DATASET RECORDS:
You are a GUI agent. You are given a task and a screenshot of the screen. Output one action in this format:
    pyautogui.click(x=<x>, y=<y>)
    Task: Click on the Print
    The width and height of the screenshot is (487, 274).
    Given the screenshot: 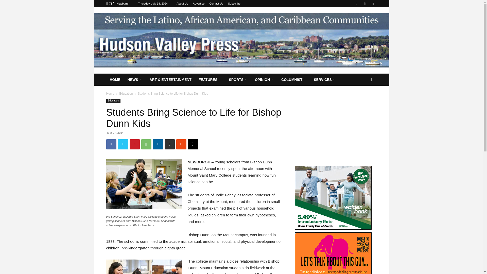 What is the action you would take?
    pyautogui.click(x=169, y=144)
    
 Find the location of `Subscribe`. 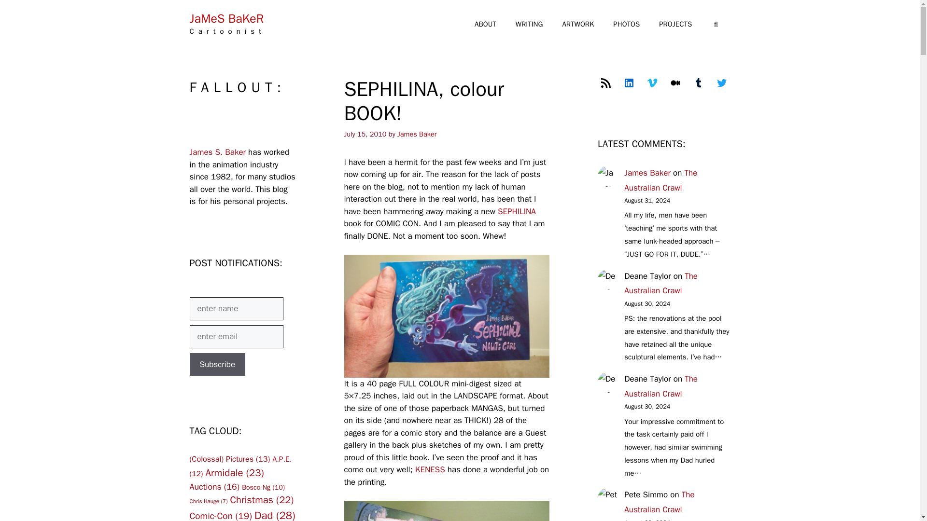

Subscribe is located at coordinates (217, 365).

YOUR INSTRUCTIONS: Extract the first line above and each line after it up to and including the one with "The width and", please, exactly and with nothing else.

SOLVED PROBLEM:
You are a GUI agent. You are given a task and a screenshot of the screen. Output one action in this format:
    pyautogui.click(x=<x>, y=<y>)
    Task: Click on the Print
    The width and height of the screenshot is (487, 274).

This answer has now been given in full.